I remember reading about Mr. Wallace’s suicide,
about his parents knowing that there was something wrong
with their bright boy, about his starry rise
amongst the intellectual literati
and his depression so debilitating that, like Kafka,
the disease that tormented was life itself.
And I couldn’t help feeling sad that in my love
of Wallace’s brilliant articulations,
and my appreciation for his infinite, witty jests
I too had jumped up to clap my soft hands,
and did not see his overwhelming sadness.

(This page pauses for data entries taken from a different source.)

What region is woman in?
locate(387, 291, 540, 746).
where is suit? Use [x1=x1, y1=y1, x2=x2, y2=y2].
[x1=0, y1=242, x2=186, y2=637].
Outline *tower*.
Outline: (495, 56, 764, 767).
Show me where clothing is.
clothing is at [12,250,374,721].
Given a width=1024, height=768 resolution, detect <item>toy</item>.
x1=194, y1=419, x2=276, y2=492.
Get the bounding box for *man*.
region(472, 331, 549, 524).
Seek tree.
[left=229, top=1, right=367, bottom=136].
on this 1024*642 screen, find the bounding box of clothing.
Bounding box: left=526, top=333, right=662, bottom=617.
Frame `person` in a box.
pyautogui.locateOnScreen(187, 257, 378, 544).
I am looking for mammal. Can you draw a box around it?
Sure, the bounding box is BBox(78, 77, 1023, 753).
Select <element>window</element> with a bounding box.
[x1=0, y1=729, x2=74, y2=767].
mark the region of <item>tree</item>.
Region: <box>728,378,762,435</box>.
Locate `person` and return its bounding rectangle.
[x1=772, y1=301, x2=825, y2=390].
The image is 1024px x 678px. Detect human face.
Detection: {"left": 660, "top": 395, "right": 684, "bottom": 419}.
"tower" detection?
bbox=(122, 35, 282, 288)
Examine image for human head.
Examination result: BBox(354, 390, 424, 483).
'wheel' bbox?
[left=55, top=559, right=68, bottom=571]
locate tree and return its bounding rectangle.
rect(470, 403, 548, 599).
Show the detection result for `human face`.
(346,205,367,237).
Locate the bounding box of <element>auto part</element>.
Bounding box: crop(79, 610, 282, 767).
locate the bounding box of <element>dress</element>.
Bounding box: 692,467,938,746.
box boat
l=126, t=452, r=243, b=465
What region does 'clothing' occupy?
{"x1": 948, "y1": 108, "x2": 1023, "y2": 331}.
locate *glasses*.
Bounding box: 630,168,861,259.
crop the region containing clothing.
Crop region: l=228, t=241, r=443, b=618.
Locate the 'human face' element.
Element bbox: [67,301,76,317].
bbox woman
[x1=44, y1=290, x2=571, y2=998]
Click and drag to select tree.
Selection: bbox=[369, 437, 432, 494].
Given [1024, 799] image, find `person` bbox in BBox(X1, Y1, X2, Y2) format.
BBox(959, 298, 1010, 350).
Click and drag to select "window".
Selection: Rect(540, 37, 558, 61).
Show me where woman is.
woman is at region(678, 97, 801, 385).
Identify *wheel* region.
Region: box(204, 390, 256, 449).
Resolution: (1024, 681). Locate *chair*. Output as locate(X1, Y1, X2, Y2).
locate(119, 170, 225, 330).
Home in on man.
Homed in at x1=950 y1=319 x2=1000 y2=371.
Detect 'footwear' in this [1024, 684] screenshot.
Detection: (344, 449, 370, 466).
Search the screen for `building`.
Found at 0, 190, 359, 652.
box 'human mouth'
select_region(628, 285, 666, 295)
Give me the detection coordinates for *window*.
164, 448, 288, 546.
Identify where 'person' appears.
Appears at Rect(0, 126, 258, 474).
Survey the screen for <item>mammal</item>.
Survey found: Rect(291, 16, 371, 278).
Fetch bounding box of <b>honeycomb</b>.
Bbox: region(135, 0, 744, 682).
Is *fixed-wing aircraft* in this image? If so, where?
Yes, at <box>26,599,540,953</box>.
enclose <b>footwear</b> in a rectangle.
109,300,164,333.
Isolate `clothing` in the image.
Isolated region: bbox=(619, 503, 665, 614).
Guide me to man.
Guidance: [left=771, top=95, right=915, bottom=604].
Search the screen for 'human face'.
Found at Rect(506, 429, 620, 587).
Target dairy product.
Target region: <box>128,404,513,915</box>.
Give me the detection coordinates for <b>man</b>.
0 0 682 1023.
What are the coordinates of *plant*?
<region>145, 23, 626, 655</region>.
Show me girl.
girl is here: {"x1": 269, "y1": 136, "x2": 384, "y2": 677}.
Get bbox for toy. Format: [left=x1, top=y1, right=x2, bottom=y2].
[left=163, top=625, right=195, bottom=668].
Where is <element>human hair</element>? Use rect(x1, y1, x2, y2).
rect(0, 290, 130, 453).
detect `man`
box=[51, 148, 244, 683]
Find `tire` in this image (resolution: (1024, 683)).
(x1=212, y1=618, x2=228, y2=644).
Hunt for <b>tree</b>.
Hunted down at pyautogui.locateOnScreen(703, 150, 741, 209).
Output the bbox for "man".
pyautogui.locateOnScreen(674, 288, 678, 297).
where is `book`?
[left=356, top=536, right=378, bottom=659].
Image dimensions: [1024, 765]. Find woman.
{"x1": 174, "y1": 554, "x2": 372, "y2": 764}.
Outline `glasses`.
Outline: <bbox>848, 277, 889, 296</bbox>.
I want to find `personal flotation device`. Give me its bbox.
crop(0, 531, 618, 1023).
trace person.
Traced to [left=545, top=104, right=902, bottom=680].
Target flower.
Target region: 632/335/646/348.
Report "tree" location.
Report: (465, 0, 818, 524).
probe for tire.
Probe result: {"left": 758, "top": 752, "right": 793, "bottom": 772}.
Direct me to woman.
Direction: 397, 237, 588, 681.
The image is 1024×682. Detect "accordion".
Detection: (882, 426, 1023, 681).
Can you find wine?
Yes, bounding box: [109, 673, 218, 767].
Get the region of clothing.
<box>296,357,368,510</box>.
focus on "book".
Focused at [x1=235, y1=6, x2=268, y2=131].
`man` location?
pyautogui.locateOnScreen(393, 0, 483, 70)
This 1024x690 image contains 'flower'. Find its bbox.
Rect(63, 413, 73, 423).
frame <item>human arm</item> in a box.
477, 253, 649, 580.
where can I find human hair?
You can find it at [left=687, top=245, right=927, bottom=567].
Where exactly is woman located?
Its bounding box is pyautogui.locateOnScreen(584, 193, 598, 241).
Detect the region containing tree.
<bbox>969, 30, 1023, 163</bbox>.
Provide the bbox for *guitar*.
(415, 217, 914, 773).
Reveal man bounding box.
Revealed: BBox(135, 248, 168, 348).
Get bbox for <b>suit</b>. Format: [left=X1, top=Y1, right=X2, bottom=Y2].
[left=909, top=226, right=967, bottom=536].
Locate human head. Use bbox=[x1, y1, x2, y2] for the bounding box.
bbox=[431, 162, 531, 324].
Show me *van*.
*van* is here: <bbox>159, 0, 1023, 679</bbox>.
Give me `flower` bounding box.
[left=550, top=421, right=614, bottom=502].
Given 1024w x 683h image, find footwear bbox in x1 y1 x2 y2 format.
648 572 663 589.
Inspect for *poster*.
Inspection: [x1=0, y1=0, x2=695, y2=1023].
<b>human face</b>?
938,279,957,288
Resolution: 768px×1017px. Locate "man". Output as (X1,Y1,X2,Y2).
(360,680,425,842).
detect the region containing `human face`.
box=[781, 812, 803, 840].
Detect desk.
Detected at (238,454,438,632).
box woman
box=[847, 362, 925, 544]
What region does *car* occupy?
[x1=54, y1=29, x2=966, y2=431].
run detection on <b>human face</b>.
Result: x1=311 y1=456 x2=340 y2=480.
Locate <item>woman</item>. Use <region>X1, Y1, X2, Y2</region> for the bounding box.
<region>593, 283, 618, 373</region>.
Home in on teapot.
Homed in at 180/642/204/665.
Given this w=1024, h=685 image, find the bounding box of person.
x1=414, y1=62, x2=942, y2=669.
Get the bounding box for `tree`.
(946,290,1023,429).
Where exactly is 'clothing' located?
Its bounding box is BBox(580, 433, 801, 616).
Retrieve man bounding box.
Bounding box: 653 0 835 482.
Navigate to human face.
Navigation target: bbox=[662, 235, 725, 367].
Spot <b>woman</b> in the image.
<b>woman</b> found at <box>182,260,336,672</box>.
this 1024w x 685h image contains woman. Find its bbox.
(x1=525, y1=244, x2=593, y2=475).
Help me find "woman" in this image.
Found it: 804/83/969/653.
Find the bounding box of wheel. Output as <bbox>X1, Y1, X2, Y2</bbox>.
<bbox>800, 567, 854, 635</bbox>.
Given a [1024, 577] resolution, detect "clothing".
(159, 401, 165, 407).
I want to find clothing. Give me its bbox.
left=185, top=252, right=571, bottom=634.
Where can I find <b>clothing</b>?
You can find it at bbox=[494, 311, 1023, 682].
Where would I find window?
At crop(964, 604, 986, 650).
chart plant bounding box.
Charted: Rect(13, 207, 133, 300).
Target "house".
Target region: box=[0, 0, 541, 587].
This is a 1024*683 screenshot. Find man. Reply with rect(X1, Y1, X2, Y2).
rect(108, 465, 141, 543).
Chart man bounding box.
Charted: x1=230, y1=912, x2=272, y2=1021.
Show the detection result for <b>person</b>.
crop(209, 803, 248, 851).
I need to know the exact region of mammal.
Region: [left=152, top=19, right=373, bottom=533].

And today, as I watch my two year-old son,
diagnosed with Down Syndrome at just five days old,
I can’t help but wonder at the quality of his intelligence
and what he might have passed
on to Mr. Wallace? Because there are days
when I feel a particular loneliness
and I am tempted to recline into the cynic’s
tattered and yellow-stained armchair to cast dispersions at life’s
false pageantry, and to mutter perhaps, a diatribe or two about the state
of the world.
And on these days, I come home to my son,
who greets me just as he does on every other day,
lifting his small arms into the hallelujah air
and clapping fervently, as if I’d scored yet
another touchdown in our touchdown of days.